The OP asked a question and nobody answered. here are the facts:
When Tesla developed Superchargers there was no established standard so Tesla made one.
There was none in Japan when Nissan was building the leaf and Mitsubishi the iMIEV. So, Tokyo Electric and those manufacturers got together and established a standard. That was CHAdeMo, a play on words 'time for tea':
www.chademo.com
There was none in Europe so the interested parties, almost all EU manufacturers plus Tesla, most EU public utilities and most EU electrical manufacturers. They added the SAE and most North American electrical suppliers. They formed ChariN:
Empowering the next level of e-mobility by developing and establishing the Combined Charging System (CCS) as the global standard for charging battery powered electric vehicles.
www.charin.global
Because the collection agreed that the only base they had was AC, J1772 in NA and Mennekes 2 in EU;
Charging cables Type 2 (Mennekes) for your e-carevexpert.euhttps://www.evexpert.eu › E-shop › Charging cables
SAE J1772 Charging Adapter - Shop | TeslaTeslahttps://shop.tesla.com › product › sae-j1772-charging-...
They took these level 2 types as received wisdom and then designed some additional pins to support high amperage DC. Those became CCS type one and type 2;
EV Connectors - Type 1, Type 2, CCS, CHAdeMO, ChaoJi ...Electric Car Homehttps://electriccarhome.co.uk › Charging Points
Meanwhile China has developed a Standard themselves;
GB/T 20234
imo
www.coowa.net
And Japan and China realizing that high power was evolving joins with others and developed ChaoJI; a 500v DC standard. As to be expected that one has a very entertaining meaning, the translation is, as usual, not automatic but 'super-ultra-hyper' is one choice.

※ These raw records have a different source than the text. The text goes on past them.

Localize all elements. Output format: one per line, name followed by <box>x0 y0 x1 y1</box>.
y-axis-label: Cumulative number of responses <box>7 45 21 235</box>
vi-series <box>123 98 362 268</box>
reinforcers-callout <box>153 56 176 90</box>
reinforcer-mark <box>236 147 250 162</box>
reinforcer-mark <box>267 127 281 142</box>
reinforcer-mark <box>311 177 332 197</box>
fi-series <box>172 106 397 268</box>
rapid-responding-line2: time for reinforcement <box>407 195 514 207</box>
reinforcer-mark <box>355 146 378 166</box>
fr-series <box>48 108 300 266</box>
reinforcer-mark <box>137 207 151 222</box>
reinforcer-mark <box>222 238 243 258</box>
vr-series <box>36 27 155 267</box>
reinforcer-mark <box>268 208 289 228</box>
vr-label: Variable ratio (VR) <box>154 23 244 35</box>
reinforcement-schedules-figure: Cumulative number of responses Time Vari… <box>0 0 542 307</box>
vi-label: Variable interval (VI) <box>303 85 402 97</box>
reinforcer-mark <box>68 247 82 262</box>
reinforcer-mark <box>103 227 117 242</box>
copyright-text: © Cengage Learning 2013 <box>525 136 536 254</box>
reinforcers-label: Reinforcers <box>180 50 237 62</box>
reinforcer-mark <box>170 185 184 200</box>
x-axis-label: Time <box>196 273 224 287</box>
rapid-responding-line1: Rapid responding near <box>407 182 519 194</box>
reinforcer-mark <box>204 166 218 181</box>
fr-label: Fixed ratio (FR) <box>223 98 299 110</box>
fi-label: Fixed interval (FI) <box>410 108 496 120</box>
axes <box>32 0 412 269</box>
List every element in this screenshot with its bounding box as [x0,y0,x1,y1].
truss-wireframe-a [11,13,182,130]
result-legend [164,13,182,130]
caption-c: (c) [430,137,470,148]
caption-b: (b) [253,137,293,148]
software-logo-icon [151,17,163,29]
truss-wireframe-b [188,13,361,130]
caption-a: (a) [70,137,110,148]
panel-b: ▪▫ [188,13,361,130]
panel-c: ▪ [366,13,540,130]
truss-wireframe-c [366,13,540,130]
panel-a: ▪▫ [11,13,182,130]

In short BEV electrical standards are just like all electrical standards. Most countries have a mishmash or standards that often were the result of odd or even bizarre decision processes producing places like Australia, Brazil, US, and almost everywhere that have different frequencies, voltages and amperages from place to place. That is only the beginning because connector types are the stuff that seems as varied as access and languages.
When many of us cannot understand why our precious TESLA solution does not dominate we only need to wonder why there are so many languages and electrical standards. There's no need to quibble, just understand that adapters and other translators are the stuff of human behavior. No other explanation really is needed.

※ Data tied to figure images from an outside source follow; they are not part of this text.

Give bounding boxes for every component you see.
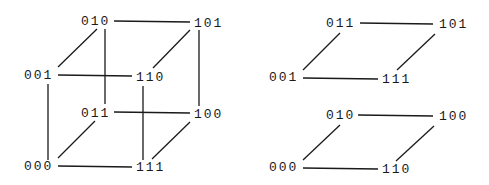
top-face-edges: [303, 23, 435, 79]
node-label-001: 001: [269, 70, 298, 85]
edge-010-100: [358, 115, 433, 116]
node-label-110: 110: [382, 162, 411, 177]
edge-011-100: [114, 112, 190, 113]
node-label-000: 000: [24, 159, 53, 174]
edge-011-000: [58, 121, 95, 158]
node-label-111: 111: [136, 160, 165, 175]
node-label-000: 000: [269, 160, 298, 175]
full-cube-nodes: 010101001110011100000111: [24, 14, 223, 175]
node-label-100: 100: [439, 109, 468, 124]
edge-011-001: [303, 33, 340, 70]
node-label-011: 011: [81, 106, 110, 121]
edge-010-001: [58, 29, 97, 67]
edge-010-000: [303, 125, 340, 160]
edge-101-110: [153, 30, 190, 68]
edge-000-110: [303, 168, 378, 169]
edge-000-111: [58, 166, 132, 167]
edge-100-111: [152, 122, 190, 159]
edge-001-110: [58, 75, 132, 76]
top-face-nodes: 011101001111: [269, 16, 468, 87]
labels-layer: 0101010011100111000001110111010011110101…: [24, 14, 468, 177]
edges-layer: [48, 21, 435, 169]
node-label-101: 101: [439, 17, 468, 32]
node-label-110: 110: [136, 70, 165, 85]
node-label-100: 100: [194, 107, 223, 122]
edge-101-111: [397, 34, 435, 70]
edge-001-111: [303, 78, 378, 79]
bottom-face-edges: [303, 115, 434, 169]
node-label-101: 101: [194, 16, 223, 31]
full-cube-edges: [48, 21, 199, 167]
node-label-010: 010: [81, 14, 110, 29]
node-label-011: 011: [326, 16, 355, 31]
bottom-face-nodes: 010100000110: [269, 108, 468, 177]
edge-011-101: [360, 23, 433, 24]
edge-100-110: [396, 126, 434, 161]
node-label-010: 010: [326, 108, 355, 123]
hypercube-diagram: 0101010011100111000001110111010011110101…: [0, 0, 489, 185]
node-label-111: 111: [382, 72, 411, 87]
edge-010-101: [114, 21, 190, 22]
node-label-001: 001: [24, 68, 53, 83]
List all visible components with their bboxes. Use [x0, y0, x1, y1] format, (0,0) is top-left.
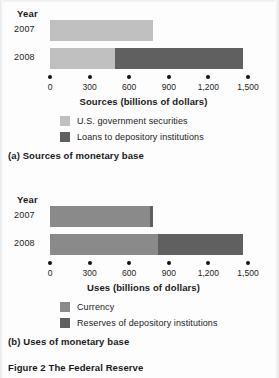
panel-b-category-label-2008: 2008 — [14, 238, 35, 248]
panel-a-legend-swatch-2 — [60, 132, 70, 142]
panel-a-segment-2008-2 — [115, 48, 243, 69]
panel-b-tick-dot-0 — [48, 261, 52, 265]
panel-a-tick-label-2: 600 — [122, 82, 136, 92]
panel-b-legend-label-1: Currency — [77, 302, 114, 312]
scan-edge-left — [0, 0, 3, 378]
panel-b-segment-2007-1 — [50, 206, 150, 227]
panel-a-legend-swatch-1 — [60, 116, 70, 126]
panel-a-tick-dot-5 — [246, 75, 250, 79]
panel-b-tick-label-2: 600 — [122, 268, 136, 278]
panel-b-year-header: Year — [17, 194, 38, 205]
panel-b-legend-swatch-2 — [60, 318, 70, 328]
panel-a-category-label-2008: 2008 — [14, 52, 35, 62]
panel-a-tick-label-1: 300 — [83, 82, 97, 92]
panel-a-sub-caption: (a) Sources of monetary base — [8, 150, 144, 161]
panel-b-tick-dot-5 — [246, 261, 250, 265]
panel-b-legend-swatch-1 — [60, 302, 70, 312]
panel-a-segment-2008-1 — [50, 48, 115, 69]
panel-a-legend: U.S. government securitiesLoans to depos… — [60, 114, 204, 146]
panel-b-tick-dot-2 — [127, 261, 131, 265]
panel-b-plot-area — [50, 204, 248, 259]
panel-a-tick-label-0: 0 — [48, 82, 53, 92]
panel-a-tick-dot-1 — [88, 75, 92, 79]
panel-b-segment-2008-1 — [50, 234, 158, 255]
panel-a-tick-label-3: 900 — [162, 82, 176, 92]
panel-a-bar-2007 — [50, 20, 153, 41]
panel-b-legend-item-2: Reserves of depository institutions — [60, 316, 218, 330]
panel-a-segment-2007-1 — [50, 20, 153, 41]
panel-a-bar-2008 — [50, 48, 243, 69]
figure-caption: Figure 2 The Federal Reserve — [8, 362, 143, 373]
panel-b-tick-label-0: 0 — [48, 268, 53, 278]
panel-b-bar-2008 — [50, 234, 243, 255]
panel-b-tick-dot-3 — [167, 261, 171, 265]
panel-a-tick-dot-3 — [167, 75, 171, 79]
panel-a-plot-area — [50, 18, 248, 73]
panel-a-legend-label-2: Loans to depository institutions — [77, 132, 204, 142]
panel-b-tick-dot-4 — [206, 261, 210, 265]
panel-b-tick-label-5: 1,500 — [237, 268, 258, 278]
panel-b-segment-2007-2 — [150, 206, 153, 227]
panel-a-tick-dot-4 — [206, 75, 210, 79]
panel-a-axis-title: Sources (billions of dollars) — [0, 96, 279, 107]
panel-b-tick-label-3: 900 — [162, 268, 176, 278]
panel-b-tick-label-4: 1,200 — [198, 268, 219, 278]
scan-edge-right — [275, 0, 279, 378]
scan-edge-top — [0, 0, 279, 3]
figure-page: Year 2007 2008 03006009001,2001,500 Sour… — [0, 0, 279, 378]
panel-b-legend-label-2: Reserves of depository institutions — [77, 318, 218, 328]
panel-a-tick-dot-0 — [48, 75, 52, 79]
panel-b-bar-2007 — [50, 206, 153, 227]
panel-b-axis-title: Uses (billions of dollars) — [0, 282, 279, 293]
panel-a-legend-item-1: U.S. government securities — [60, 114, 204, 128]
panel-a-legend-label-1: U.S. government securities — [77, 116, 188, 126]
panel-a-tick-dot-2 — [127, 75, 131, 79]
panel-b-legend: CurrencyReserves of depository instituti… — [60, 300, 218, 332]
panel-b-segment-2008-2 — [158, 234, 242, 255]
panel-b-sub-caption: (b) Uses of monetary base — [8, 336, 129, 347]
panel-b-tick-label-1: 300 — [83, 268, 97, 278]
panel-a-year-header: Year — [17, 8, 38, 19]
panel-a-category-label-2007: 2007 — [14, 24, 35, 34]
panel-b-legend-item-1: Currency — [60, 300, 218, 314]
panel-a-tick-label-5: 1,500 — [237, 82, 258, 92]
panel-a-tick-label-4: 1,200 — [198, 82, 219, 92]
panel-b-tick-dot-1 — [88, 261, 92, 265]
panel-b-category-label-2007: 2007 — [14, 210, 35, 220]
panel-a-legend-item-2: Loans to depository institutions — [60, 130, 204, 144]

Note 1: as an EV driver pre-Superchargers, then using the Tesla connector I admit I see no other decent solution. After all, my first real 'BEV language' was Tesla, before which it all was incoherent babbling, just as it is now, just higher velocity./poor attempt at humor.
Note 2: one of my BEVs speaks Tesla original, my other speaks CCS2.
Note 3: They both work fine. Factually I really don't care which one I use.